I am trying to scroll to an element on the page after I \'show\' it. I.E. i have a very long list of users and I display them as a list. Each element has an edit icon you can
you posted a question about this on my blog as well in the comments.
Without looking at all of your code, I can only guess at this, but I can tell you a few things that might help:
So it looks like to me that it's trying to process the scroll before it processes the value to show the form. To fix this I'd try either refactoring the code you're using to show the form, or wrapping your $anchorScroll call in a $timeout to ensure it's excuted after the show's watch.
I hope that helps.
I found that if I wanted to scroll to a particular element, I wasn't interested in updating the url to show what Id I was going to (e.g. #admin-form id in www.something.com/#admin-form)
So to scroll without updating the url I found you could just call anchorscroll without needing to update the location hash.
$anchorScroll('admin-form');
Angulars routing seems to pick up the change, which in my case is bad because the scrollTo reroutes me to back to the main admin page.
Scrolling and then resetting the $location.hash() so angular does not perceive a change in url seems to work.
$scope.scrollTo = function (id) {
var old = $location.hash();
$location.hash(id);
$anchorScroll();
$location.hash(old);
}
Edit:
As mentioned in a comment by @theunexpected1, since 1.4.0
, Angular's $anchorScroll
allows you to directly pass the id as a parameter without the need to update the url with the hash:
$scope.scrollTo = function(id) {
// Pass the 'id' as the parameter here, the page will scroll
// to the correct place and the URL will remain intact.
$anchorScroll(id);
}
For future reference - and anyone who came here with the same problem about scrolling but is not using ng-routes to scroll, @Ben_Lesh's answer is actually quite insightful.
I was using
$location.hash(id)
$anchorScroll()
to scroll, but also running into the same problem regarding first-time click not working. I realized that the problem was that my first click set the object visible, and then tried to scroll to it, but at the time of scroll, the element was still not visible on the page. Then at the end of the cycle, the page re-renders.
The second time I click, the element is now set to visible, so the scrolling works fine.
The solution is, after you set the boolean that makes your element visible, to call an
$timeout(function() {$scope.$apply()},0)
then call your scroll function. This way you force the re-render before the scroll. Voila!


WHAT IS NEEDED: Would you retype the whole listing exactly?

DATA SUPPLIED:
%%

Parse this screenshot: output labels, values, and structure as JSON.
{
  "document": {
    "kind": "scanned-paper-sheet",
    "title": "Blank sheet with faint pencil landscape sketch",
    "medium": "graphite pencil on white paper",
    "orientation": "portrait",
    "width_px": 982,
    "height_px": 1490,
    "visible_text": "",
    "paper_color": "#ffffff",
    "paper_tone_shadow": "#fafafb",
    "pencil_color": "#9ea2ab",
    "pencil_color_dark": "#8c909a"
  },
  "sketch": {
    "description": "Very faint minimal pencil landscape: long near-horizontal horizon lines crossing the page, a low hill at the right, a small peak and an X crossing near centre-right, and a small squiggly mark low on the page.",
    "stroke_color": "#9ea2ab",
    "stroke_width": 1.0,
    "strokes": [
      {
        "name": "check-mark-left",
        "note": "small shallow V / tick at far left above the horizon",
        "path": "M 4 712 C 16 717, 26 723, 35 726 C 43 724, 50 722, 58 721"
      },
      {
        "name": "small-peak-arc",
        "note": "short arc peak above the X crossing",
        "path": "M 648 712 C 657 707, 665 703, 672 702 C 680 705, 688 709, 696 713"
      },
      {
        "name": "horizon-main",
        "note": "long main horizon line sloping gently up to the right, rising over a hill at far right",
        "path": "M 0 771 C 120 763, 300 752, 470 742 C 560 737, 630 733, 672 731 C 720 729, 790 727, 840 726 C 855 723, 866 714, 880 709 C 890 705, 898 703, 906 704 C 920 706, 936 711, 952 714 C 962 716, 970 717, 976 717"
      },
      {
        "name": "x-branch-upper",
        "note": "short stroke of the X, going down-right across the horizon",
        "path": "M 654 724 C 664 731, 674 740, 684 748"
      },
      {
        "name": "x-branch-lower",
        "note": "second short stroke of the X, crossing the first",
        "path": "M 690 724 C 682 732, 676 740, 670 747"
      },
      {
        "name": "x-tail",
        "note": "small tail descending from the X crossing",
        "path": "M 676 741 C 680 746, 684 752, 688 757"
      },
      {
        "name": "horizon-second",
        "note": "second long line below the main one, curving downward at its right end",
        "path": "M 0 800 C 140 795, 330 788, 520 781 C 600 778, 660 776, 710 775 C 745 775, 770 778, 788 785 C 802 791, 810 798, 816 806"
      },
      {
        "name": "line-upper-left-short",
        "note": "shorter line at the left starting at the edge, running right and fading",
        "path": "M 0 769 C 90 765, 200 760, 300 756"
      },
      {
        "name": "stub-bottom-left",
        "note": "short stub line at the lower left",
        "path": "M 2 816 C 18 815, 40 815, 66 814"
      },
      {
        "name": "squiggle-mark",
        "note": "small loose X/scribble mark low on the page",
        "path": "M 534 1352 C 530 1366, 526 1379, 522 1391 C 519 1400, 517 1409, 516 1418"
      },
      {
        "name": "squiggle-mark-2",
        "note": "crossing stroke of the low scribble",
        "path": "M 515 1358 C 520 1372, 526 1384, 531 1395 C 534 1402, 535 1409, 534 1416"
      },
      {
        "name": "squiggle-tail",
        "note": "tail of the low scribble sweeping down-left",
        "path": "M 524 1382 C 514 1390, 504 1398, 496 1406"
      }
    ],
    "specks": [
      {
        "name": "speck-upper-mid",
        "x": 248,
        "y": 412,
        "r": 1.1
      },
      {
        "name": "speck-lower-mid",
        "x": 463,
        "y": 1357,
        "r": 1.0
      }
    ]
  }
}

%%

SOLUTION TO THE PROBLEM:
Parse this screenshot: output labels, values, and structure as JSON.
{
  "document": {
    "kind": "scanned-paper-sheet",
    "title": "Blank sheet with faint pencil landscape sketch",
    "medium": "graphite pencil on white paper",
    "orientation": "portrait",
    "width_px": 982,
    "height_px": 1490,
    "visible_text": "",
    "paper_color": "#ffffff",
    "paper_tone_shadow": "#fafafb",
    "pencil_color": "#9ea2ab",
    "pencil_color_dark": "#8c909a"
  },
  "sketch": {
    "description": "Very faint minimal pencil landscape: long near-horizontal horizon lines crossing the page, a low hill at the right, a small peak and an X crossing near centre-right, and a small squiggly mark low on the page.",
    "stroke_color": "#9ea2ab",
    "stroke_width": 1.0,
    "strokes": [
      {
        "name": "check-mark-left",
        "note": "small shallow V / tick at far left above the horizon",
        "path": "M 4 712 C 16 717, 26 723, 35 726 C 43 724, 50 722, 58 721"
      },
      {
        "name": "small-peak-arc",
        "note": "short arc peak above the X crossing",
        "path": "M 648 712 C 657 707, 665 703, 672 702 C 680 705, 688 709, 696 713"
      },
      {
        "name": "horizon-main",
        "note": "long main horizon line sloping gently up to the right, rising over a hill at far right",
        "path": "M 0 771 C 120 763, 300 752, 470 742 C 560 737, 630 733, 672 731 C 720 729, 790 727, 840 726 C 855 723, 866 714, 880 709 C 890 705, 898 703, 906 704 C 920 706, 936 711, 952 714 C 962 716, 970 717, 976 717"
      },
      {
        "name": "x-branch-upper",
        "note": "short stroke of the X, going down-right across the horizon",
        "path": "M 654 724 C 664 731, 674 740, 684 748"
      },
      {
        "name": "x-branch-lower",
        "note": "second short stroke of the X, crossing the first",
        "path": "M 690 724 C 682 732, 676 740, 670 747"
      },
      {
        "name": "x-tail",
        "note": "small tail descending from the X crossing",
        "path": "M 676 741 C 680 746, 684 752, 688 757"
      },
      {
        "name": "horizon-second",
        "note": "second long line below the main one, curving downward at its right end",
        "path": "M 0 800 C 140 795, 330 788, 520 781 C 600 778, 660 776, 710 775 C 745 775, 770 778, 788 785 C 802 791, 810 798, 816 806"
      },
      {
        "name": "line-upper-left-short",
        "note": "shorter line at the left starting at the edge, running right and fading",
        "path": "M 0 769 C 90 765, 200 760, 300 756"
      },
      {
        "name": "stub-bottom-left",
        "note": "short stub line at the lower left",
        "path": "M 2 816 C 18 815, 40 815, 66 814"
      },
      {
        "name": "squiggle-mark",
        "note": "small loose X/scribble mark low on the page",
        "path": "M 534 1352 C 530 1366, 526 1379, 522 1391 C 519 1400, 517 1409, 516 1418"
      },
      {
        "name": "squiggle-mark-2",
        "note": "crossing stroke of the low scribble",
        "path": "M 515 1358 C 520 1372, 526 1384, 531 1395 C 534 1402, 535 1409, 534 1416"
      },
      {
        "name": "squiggle-tail",
        "note": "tail of the low scribble sweeping down-left",
        "path": "M 524 1382 C 514 1390, 504 1398, 496 1406"
      }
    ],
    "specks": [
      {
        "name": "speck-upper-mid",
        "x": 248,
        "y": 412,
        "r": 1.1
      },
      {
        "name": "speck-lower-mid",
        "x": 463,
        "y": 1357,
        "r": 1.0
      }
    ]
  }
}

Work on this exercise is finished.